What is the characteristic of Christ’s offering that we can emulate since we can’t follow Him to the cross?
Trust.
Maybe the Psalm is the redemption for this week’s scriptures. Verse five reads “Happy are those whose help is the God of Jacob, whose hope is in the Lord their God, 6 who made heaven and earth, the sea, and all that is in them; who keeps faith forever,” and it is that last piece that catches the eye.
Keeps. Faith. Forever.
We are not called into fellowship and ministry once a week. We are not called into ministry and service for the years in which we have children in the congregation. We are not called into service and stewardship for the years after we retire, when we have more time. We are not called in the one true faith for the span of our own lives, but for the lives of all who follow us and who will take up our mantle when in death we lay it down.
Keep. Faith. Forever.
Jesus stood in a different place than we do and I don’t just mean geographically. From where Jesus stood the whole of time stretched out into the future, tens of millions of generations perhaps, people unborn beyond counting, all lost in sin, all lost to fears also beyond counting, all unable to claw their way to righteousness, to find their way home.
Generations long gone gave their sacrifices to god and still fear and death persisted and there on the cusp between yesterday and tomorrow Jesus knew there was only one way forward where we could be free, one way where we could find the mission and make it our own, where we could keep the faith forever and see as He saw it.
We are the faith of Christ for the future. Ours is the ministry, ours the mission, ours the inheritance from god, through Christ in whom we have our life as His body.

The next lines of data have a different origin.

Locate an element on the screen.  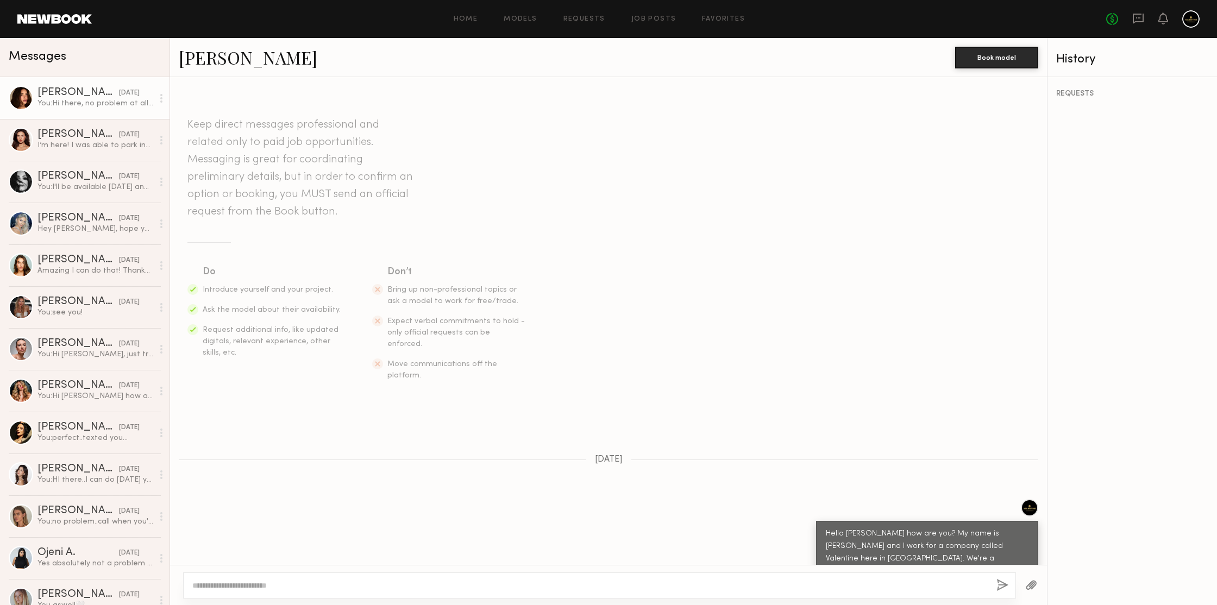
div: You: perfect..texted you... is located at coordinates (95, 438).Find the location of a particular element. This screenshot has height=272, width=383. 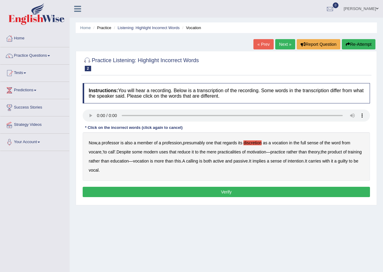

b: from is located at coordinates (346, 143).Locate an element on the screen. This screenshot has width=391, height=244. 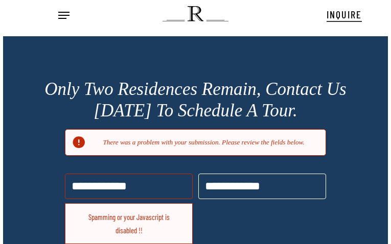
img: The Regent is located at coordinates (195, 14).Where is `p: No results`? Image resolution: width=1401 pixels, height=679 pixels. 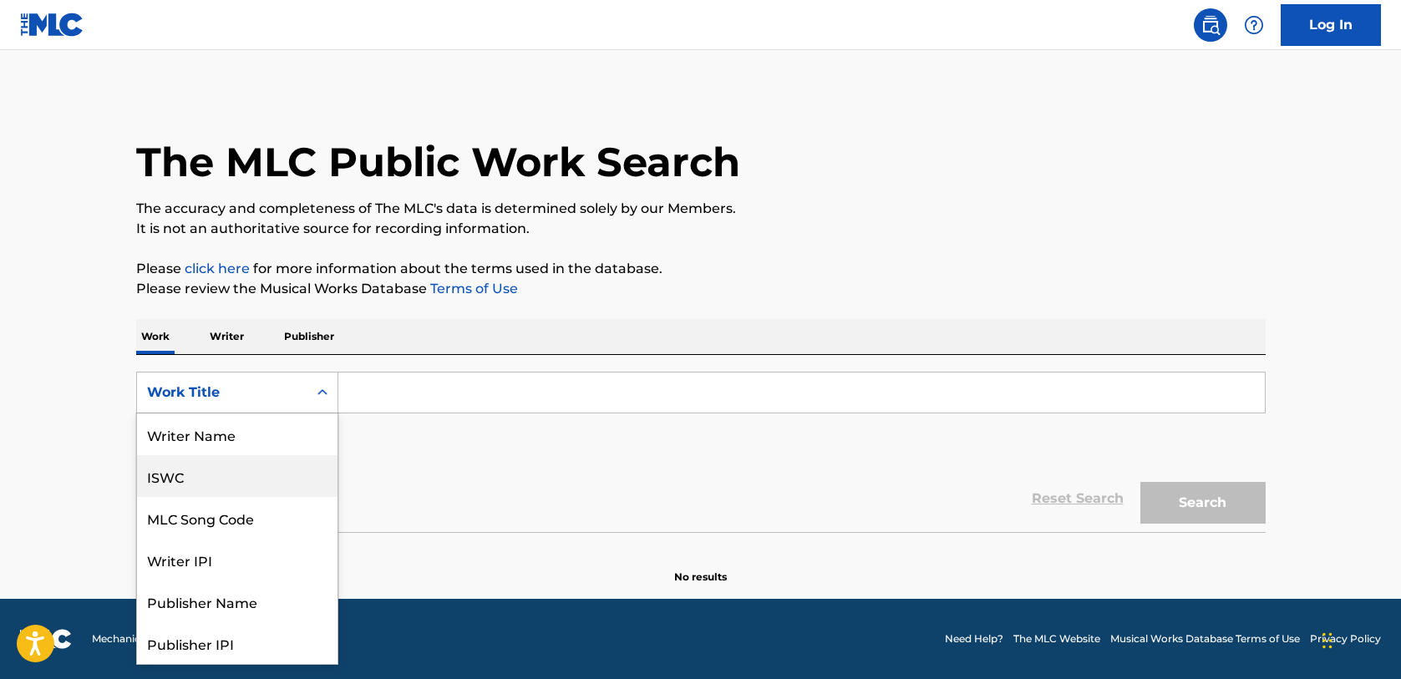 p: No results is located at coordinates (700, 567).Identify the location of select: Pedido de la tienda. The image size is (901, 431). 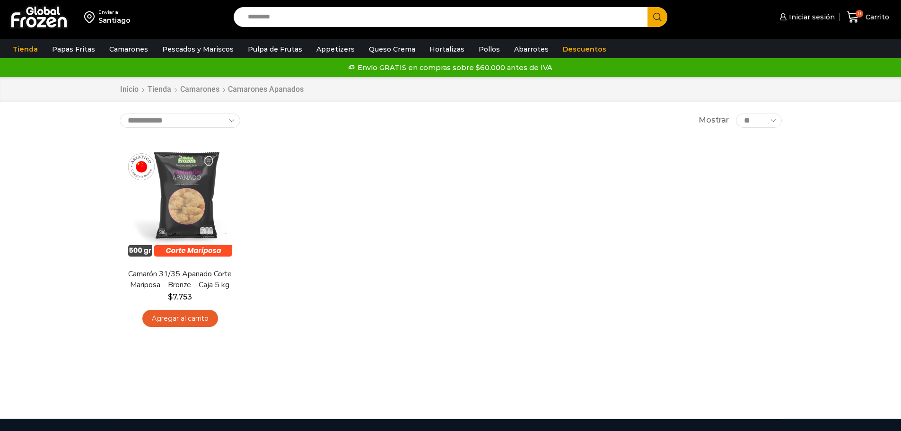
(180, 121).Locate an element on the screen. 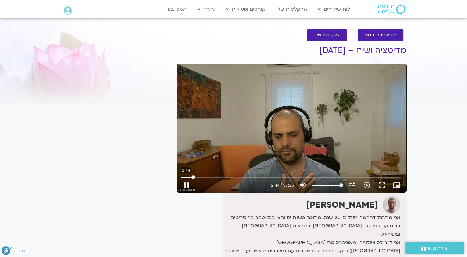 The height and width of the screenshot is (257, 467). a: יצירת קשר is located at coordinates (434, 248).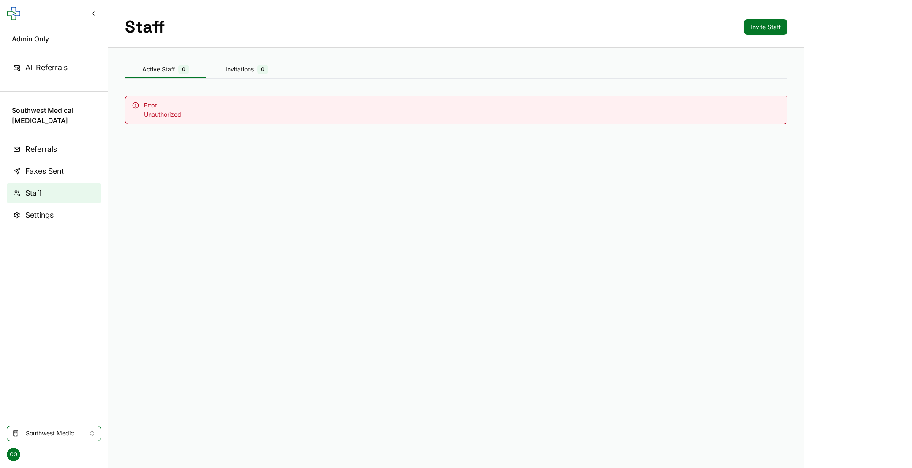  Describe the element at coordinates (41, 149) in the screenshot. I see `span: Referrals` at that location. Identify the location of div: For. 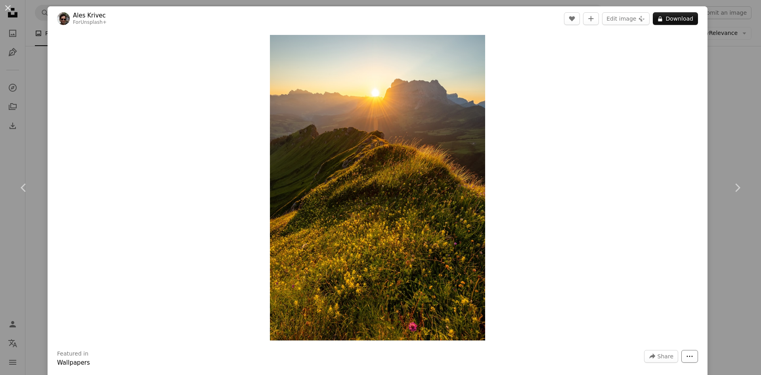
(90, 23).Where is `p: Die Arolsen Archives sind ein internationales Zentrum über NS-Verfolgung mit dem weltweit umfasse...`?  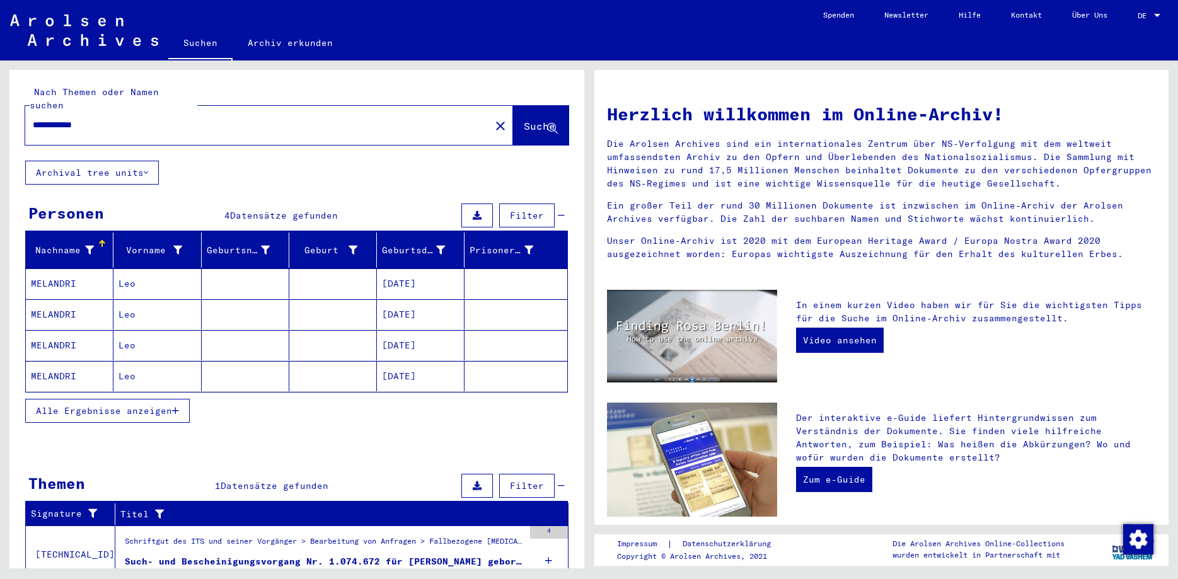 p: Die Arolsen Archives sind ein internationales Zentrum über NS-Verfolgung mit dem weltweit umfasse... is located at coordinates (882, 164).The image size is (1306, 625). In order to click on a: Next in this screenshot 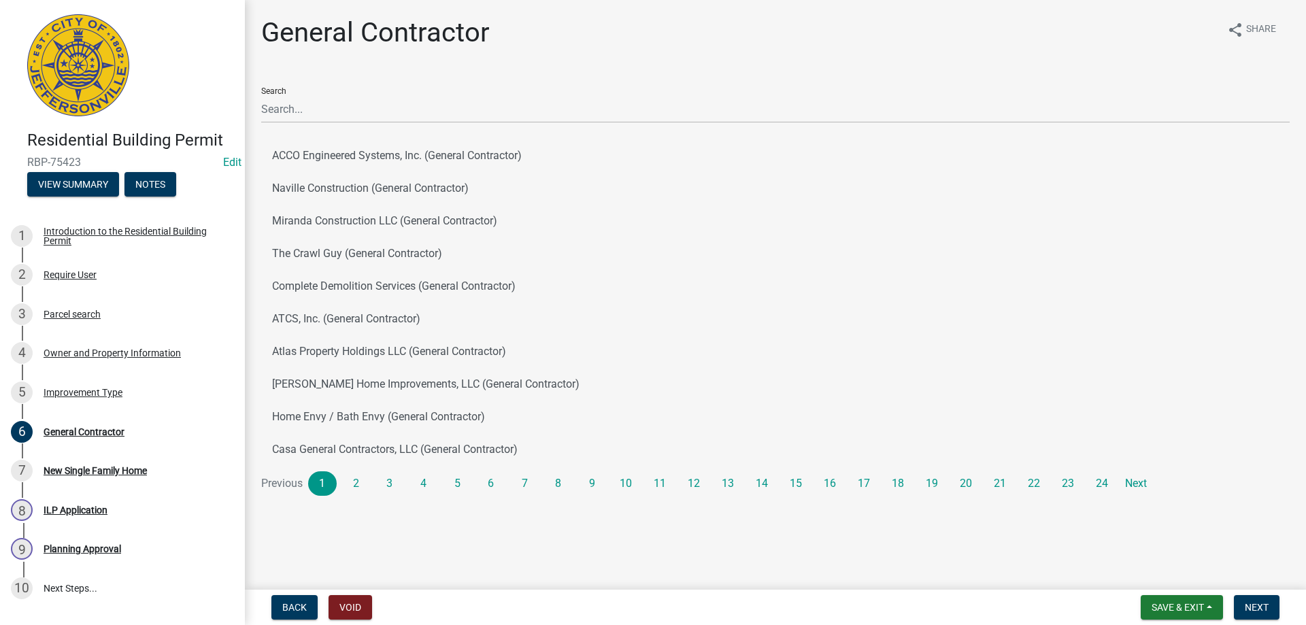, I will do `click(1136, 483)`.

The widow’s might, (m-i-g-h-t) is that she sees beyond herself and into the ministry of God in the world. She knows that she is a part of something larger than herself and she knows that her power is found no matter her state in the works of her hands in giving, in the words of her mouth in proclaiming, in the trust in her heart that God is with her and so long as that is true, then the jar is not emptied and the jug of oil does not fail for the hand of God is with us.
It is not her weakness, her frailty, or the measure of her offering that is the measure of her faith, it is that all she has is her faith, not even the money is hers because of it. She is sustained by her faith not because she gives but because she believes.
She trusts and keeps faith forever.
If it doesn’t start there then it doesn’t go anywhere. It will not emanate from this people; it will not flow from this church if it does not first start with Christ.
Then your giving is not so that you can be saved it is because you are saved, therefore you see your giving moving beyond the walls of the church, to the people touched and helped by its ministries, to the people they encounter and beyond.
You do not know the impact. It is sometimes hard to see the change, it is often times disappointing and very frequently frustrating not because we do not know the will of God and cannot always see the way to take our part in it, but because so much calls us back, draws our attention away.
Maybe that is why the people in this morning’s readings are such poor and lowly people. Not because they are meant to represent us but because they are just people who have so little to distract themselves from what their faith calls them to do.
“‘tis a gift to be simple,” we sing, but seldom achieve true simplicity like the widow, not unless we gave everything away and I am not that naïve; but that doesn’t mean we cannot find the might she had, the faith to see ourselves as a part of God’s mission on earth, of God’s mission to all people.
It starts with Christ. It might actually be fun to see where it goes from there, it might not, but it starts with Christ. Let’s see where it goes.